In a June 26 column, Carman questioned whether Bike to Work Week should be giving away plane tickets as a prize: "NationalGeographic.com estimates that each passenger on a coast-to-coast flight contributes a ton of carbon dioxide . . . twice what would be produced if each passenger made the trip alone in an SUV." Carman's source was an Aug. 9, 2004, article from the National Geographic Traveler Web site.
Actually, typical coast-to-coast commercial air travel may produces vastly less CO2.
Let's stack the deck against air travel: We'll consider United's Los Angeles to New York's JFK service; this involves a relatively older plane, the Boeing 757-200, in a configuration which cuts the 757's normal seating capacity of 182 down to 110. Using United's average 2005 load factor of 81 percent, we have 89 passengers on a typical flight.
Figuring the plane would burn 5,000 gallons of fuel on the trip (probably an overestimate), we get about 56 gallons of jet fuel per passenger.
If you burn 56 gallons of motor fuel in your SUV, assuming 15 highway miles per gallon, then you would drive only 840 miles before using as much fuel as did a passenger in the 2,475 mile LAX to JFK trip.
Jet fuel emits about 8 percent more carbon dioxide per gallon than motor fuel. (EPA, "Inventory of U.S. Greenhouse Gas Emissions and Sinks: 1990-2002" Annex 2, tables 2-17 and 2-24). Even so, the jet is 3.2 times better than the solo SUV for the coast-to-coast trip - even for a flight with an unusually small number of passengers and an older plane. Imagine a newer plane with more passengers, and the environmental superiority of air travel (for long flights) becomes even greater.
Jonathan Tourtellot, the National Geographic Traveler editor who wrote the 2004 article on which Carman had relied, agreed with me that in the particular example above, the commercial flight would be better than the SUV. Because airplanes use so much fuel on takeoff and landing, the average miles per gallon for a long flight will be much better than for a short flight. Tourtellot suggested that the 2004 article might have relied on older data for airline fuel economy, which did not distinguish long flights from shorter flights; the older data might also have been based on the days when there were fewer passengers per plane than today.
It was not unreasonable for Carman to cite National Geographic, nor for National Geographic to use the best data it had available in 2004. Still, because so many people rely on the media for advice about environmentally responsible behavior, it is important to stop the spread of misleading factoids.
One theme of the Harry Potter series is the self-serving amorality of the mainstream press, exemplified by the Daily Prophetnewspaper and its sleazy star reporter Rita Skeeter. Last week, The New York Times, the Baltimore Sunand the Rocky Mountain Newsdemonstrated that some muggle newspapers can behave just as badly.
Obtaining copies of Harry Potter and the Deathly Hallows, which had been illegally released, the Timesand the Sunpublished reviews that gave away crucial plot details and did so before the book had gone on sale to the general public.
Both the Timesand the Sundisclosed the meaning of the book's title - an enormous plot point. The Timesprovided a further spoiler about "the deathly hallows" related to a later event in the book. In the Rocky, a shorter version of the Timesarticle deleted the worst spoilers but still revealed too much.
It's no excuse to say that people could choose not to read the review. Both in the Timesand the Rocky, they were in the news sections. And in the Timesit was not clearly labeled as a review. Innocent readers may have been several paragraphs deep before they realized that it was not a preview.
The opening of the Sunreview promised not to reveal who lived or died but then disclosed a major fact that clearly indicated the final result for Harry.
In response to public outcry, the Times'public editor offered weaselly defenses worthy of a Ministry of Magic bureaucrat: The Timeshad bought the book legally - supposedly from a store-which-must-not-be-named. The public editor delicately failed to mention that the store itself was in flagrant breach of its contract with the publisher, and hence the Timeswas choosing to profit from someone else's unlawful and immoral acts.
The public editor also claimed that the favorable review helped "hype" the book. As if a book, which had already broken every record for pre-publication sales, needed some extra "hype."
How pathetic to deprive so many people of the joy of discovery in order to get a "scoop" on a work of fiction.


__ASSIGNMENT__
Tally how many lines in the data hold the word "yield", and give the result with no other text.

[Dataset listings of figures]

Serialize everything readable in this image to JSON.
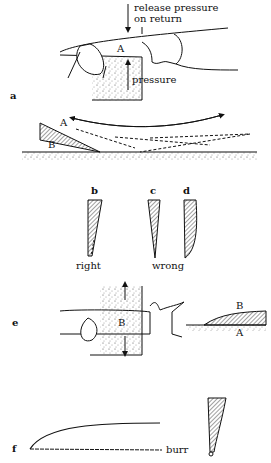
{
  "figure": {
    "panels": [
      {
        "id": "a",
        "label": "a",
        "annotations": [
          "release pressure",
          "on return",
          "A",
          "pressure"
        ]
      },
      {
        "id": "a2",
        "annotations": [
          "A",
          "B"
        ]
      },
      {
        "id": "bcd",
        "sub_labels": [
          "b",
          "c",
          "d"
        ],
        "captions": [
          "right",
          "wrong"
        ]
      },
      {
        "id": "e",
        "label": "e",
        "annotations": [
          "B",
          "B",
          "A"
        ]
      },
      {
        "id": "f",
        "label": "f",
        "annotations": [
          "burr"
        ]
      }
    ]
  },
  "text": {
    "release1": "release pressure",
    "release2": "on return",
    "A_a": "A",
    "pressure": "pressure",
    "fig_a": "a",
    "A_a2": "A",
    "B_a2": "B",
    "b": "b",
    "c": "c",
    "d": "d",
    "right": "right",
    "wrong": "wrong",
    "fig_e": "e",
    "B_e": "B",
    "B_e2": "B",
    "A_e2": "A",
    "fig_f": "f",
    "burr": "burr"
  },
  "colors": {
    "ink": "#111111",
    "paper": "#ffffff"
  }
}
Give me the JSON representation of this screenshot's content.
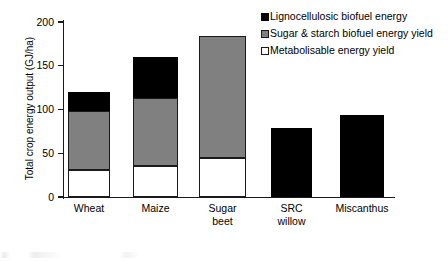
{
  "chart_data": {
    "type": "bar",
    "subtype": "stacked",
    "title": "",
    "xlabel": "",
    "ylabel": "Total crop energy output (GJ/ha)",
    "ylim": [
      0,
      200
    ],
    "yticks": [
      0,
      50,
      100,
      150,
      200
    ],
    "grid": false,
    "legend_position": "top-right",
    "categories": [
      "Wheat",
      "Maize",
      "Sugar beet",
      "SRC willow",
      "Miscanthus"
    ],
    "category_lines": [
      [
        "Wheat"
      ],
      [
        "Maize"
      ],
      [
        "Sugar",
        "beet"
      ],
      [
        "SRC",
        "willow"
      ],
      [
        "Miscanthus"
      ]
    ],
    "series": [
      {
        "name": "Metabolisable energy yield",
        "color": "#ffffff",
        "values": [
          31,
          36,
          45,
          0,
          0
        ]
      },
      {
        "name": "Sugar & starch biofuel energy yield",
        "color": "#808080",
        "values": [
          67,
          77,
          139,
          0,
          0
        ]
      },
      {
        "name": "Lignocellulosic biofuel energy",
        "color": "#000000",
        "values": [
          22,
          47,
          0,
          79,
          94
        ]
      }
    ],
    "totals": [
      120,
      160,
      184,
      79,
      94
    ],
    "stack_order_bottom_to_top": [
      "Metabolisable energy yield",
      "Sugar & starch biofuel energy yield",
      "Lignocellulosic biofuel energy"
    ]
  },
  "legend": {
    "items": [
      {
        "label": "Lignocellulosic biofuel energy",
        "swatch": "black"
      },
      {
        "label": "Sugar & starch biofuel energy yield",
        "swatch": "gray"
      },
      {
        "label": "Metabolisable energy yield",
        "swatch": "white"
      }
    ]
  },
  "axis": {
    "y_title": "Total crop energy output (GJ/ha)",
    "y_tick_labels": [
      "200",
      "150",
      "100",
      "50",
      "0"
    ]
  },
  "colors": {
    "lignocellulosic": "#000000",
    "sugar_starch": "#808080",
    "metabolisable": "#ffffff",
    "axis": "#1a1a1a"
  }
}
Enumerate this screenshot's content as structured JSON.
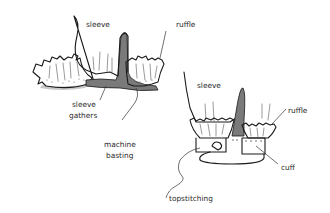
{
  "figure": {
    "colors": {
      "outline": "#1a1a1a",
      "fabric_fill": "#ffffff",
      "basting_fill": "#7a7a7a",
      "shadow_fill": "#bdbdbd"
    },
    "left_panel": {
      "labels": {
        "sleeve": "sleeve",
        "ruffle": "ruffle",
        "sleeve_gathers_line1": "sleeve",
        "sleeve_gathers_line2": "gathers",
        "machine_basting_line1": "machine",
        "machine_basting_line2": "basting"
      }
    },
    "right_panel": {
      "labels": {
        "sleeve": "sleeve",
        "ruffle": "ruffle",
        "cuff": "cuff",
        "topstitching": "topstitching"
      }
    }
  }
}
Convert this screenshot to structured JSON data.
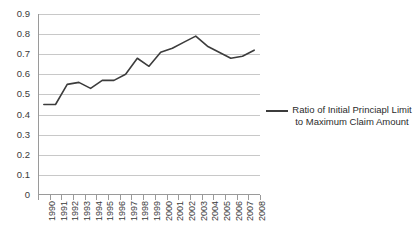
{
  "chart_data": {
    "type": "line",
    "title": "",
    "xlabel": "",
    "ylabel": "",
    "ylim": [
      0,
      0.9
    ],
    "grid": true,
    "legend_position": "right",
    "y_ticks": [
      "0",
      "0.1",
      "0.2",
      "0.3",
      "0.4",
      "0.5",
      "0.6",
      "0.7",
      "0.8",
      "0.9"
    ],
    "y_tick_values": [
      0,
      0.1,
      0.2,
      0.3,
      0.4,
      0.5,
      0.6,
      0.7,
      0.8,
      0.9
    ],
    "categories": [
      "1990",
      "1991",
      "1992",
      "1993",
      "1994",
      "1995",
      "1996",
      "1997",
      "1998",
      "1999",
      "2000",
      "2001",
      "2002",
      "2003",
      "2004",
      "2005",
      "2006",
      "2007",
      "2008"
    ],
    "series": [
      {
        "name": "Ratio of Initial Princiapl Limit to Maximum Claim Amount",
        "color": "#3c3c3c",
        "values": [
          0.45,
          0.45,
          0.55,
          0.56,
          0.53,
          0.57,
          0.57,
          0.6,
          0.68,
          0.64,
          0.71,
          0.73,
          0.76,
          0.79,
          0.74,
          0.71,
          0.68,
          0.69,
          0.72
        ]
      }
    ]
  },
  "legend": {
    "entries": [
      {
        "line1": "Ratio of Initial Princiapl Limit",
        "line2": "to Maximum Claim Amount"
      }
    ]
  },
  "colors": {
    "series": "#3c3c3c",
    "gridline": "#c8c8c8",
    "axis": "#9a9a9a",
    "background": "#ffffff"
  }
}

__ANSWER AREA__
6